▶ _Input data_
·····

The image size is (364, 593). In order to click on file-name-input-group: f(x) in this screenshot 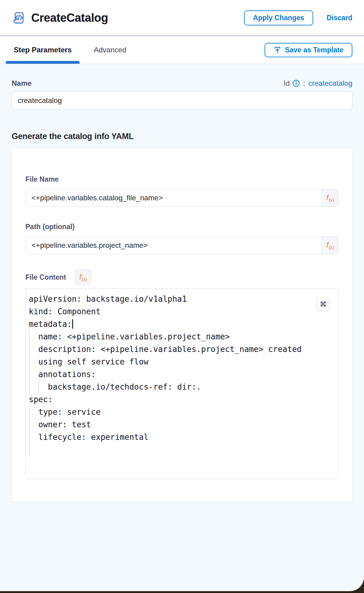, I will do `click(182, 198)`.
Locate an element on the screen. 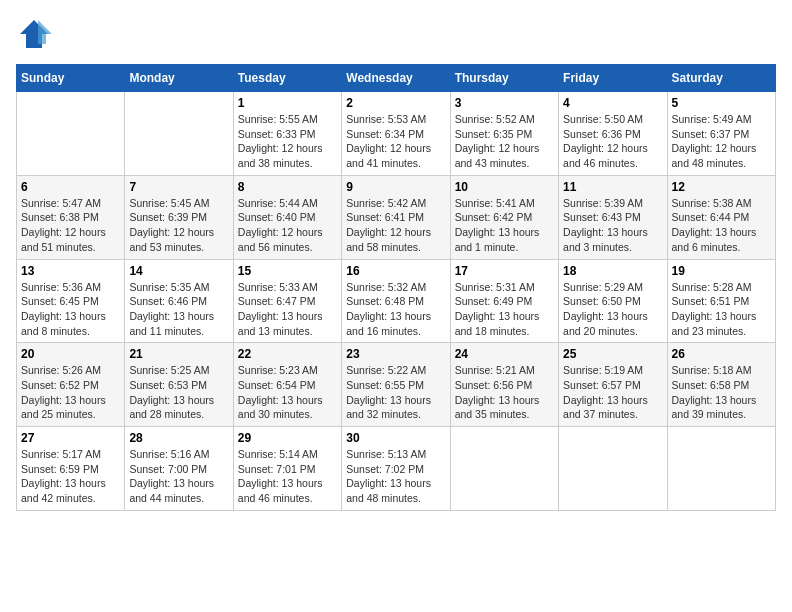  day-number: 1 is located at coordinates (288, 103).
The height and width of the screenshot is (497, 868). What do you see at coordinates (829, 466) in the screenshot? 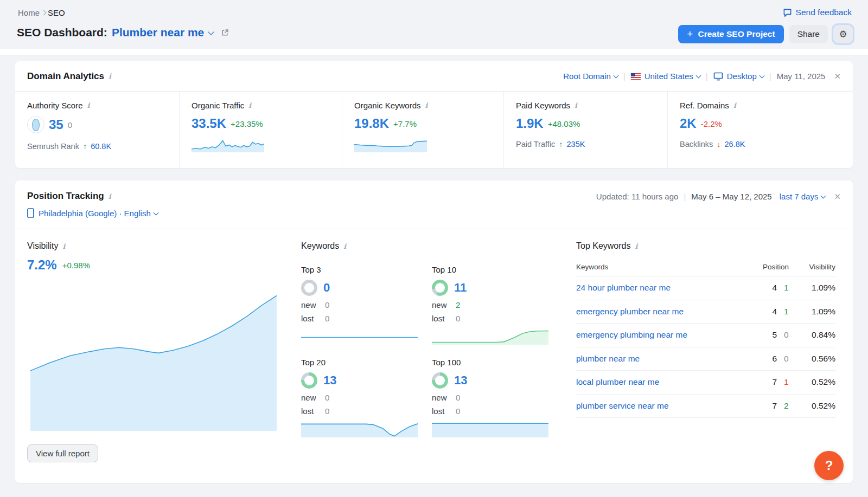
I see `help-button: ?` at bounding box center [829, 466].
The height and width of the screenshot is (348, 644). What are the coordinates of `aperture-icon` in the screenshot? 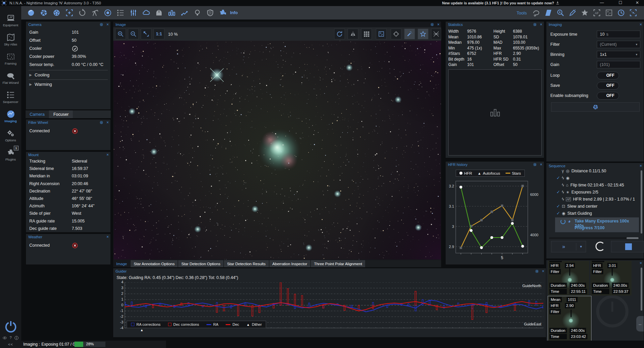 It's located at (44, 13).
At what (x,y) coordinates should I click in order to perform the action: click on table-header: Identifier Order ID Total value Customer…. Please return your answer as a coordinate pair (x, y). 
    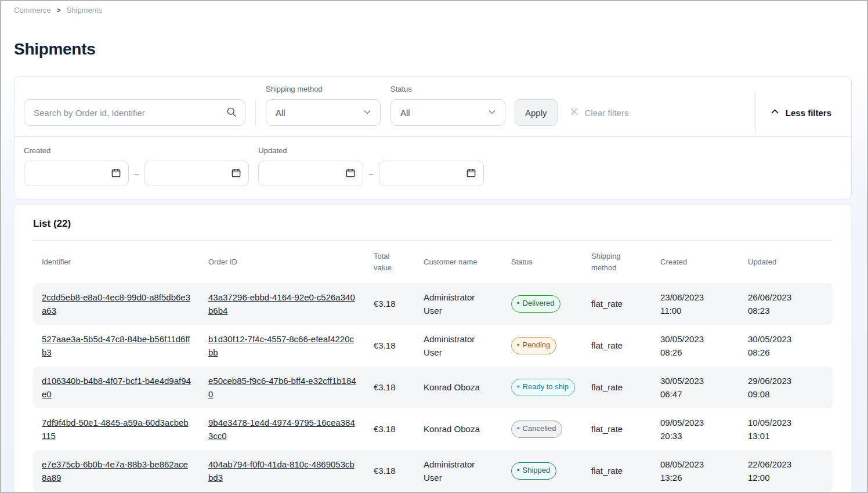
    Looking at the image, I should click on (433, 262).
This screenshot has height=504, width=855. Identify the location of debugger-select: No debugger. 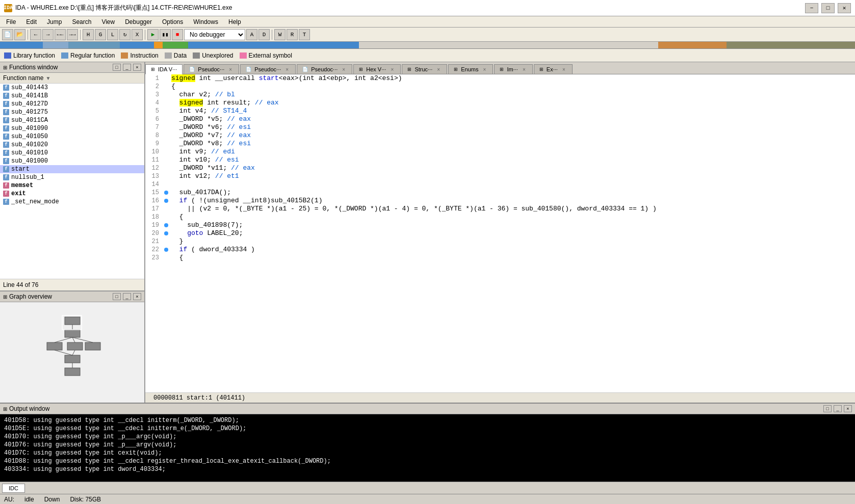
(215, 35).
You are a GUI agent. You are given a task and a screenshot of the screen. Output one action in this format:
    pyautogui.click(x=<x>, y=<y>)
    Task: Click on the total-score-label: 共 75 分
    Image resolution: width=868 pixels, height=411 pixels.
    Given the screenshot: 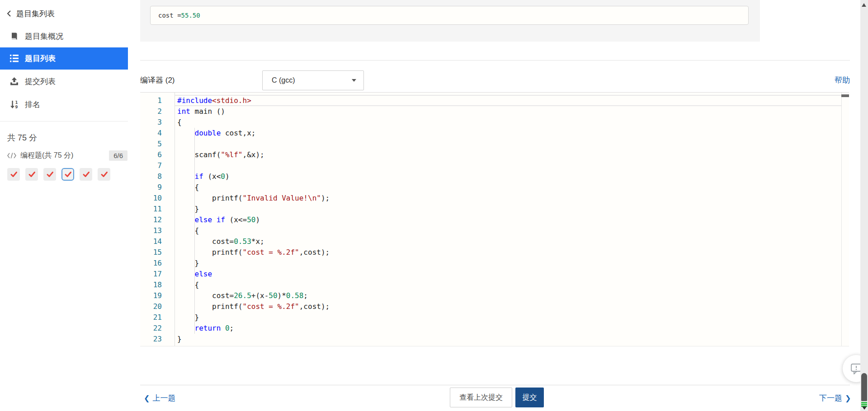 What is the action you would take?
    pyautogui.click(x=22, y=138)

·····

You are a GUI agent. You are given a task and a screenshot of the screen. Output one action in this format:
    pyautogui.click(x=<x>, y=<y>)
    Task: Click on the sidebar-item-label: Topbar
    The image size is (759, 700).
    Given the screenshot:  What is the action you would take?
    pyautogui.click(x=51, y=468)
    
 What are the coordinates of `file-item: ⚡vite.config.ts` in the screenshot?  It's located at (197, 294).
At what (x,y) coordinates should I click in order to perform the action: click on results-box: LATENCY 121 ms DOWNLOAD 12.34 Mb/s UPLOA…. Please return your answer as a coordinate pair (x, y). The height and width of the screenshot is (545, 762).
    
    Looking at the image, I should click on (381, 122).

·····

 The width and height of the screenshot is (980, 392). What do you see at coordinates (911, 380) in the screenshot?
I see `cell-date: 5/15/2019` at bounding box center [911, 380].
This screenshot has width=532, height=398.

·····

▶ _Problem description_
Where a line in the listing above contains "label", copy that line.

▶ _Solution to this problem_
    Task: Click on the total-score-label: 共 75 分
    Task: Click on the sidebar-item-label: Topbar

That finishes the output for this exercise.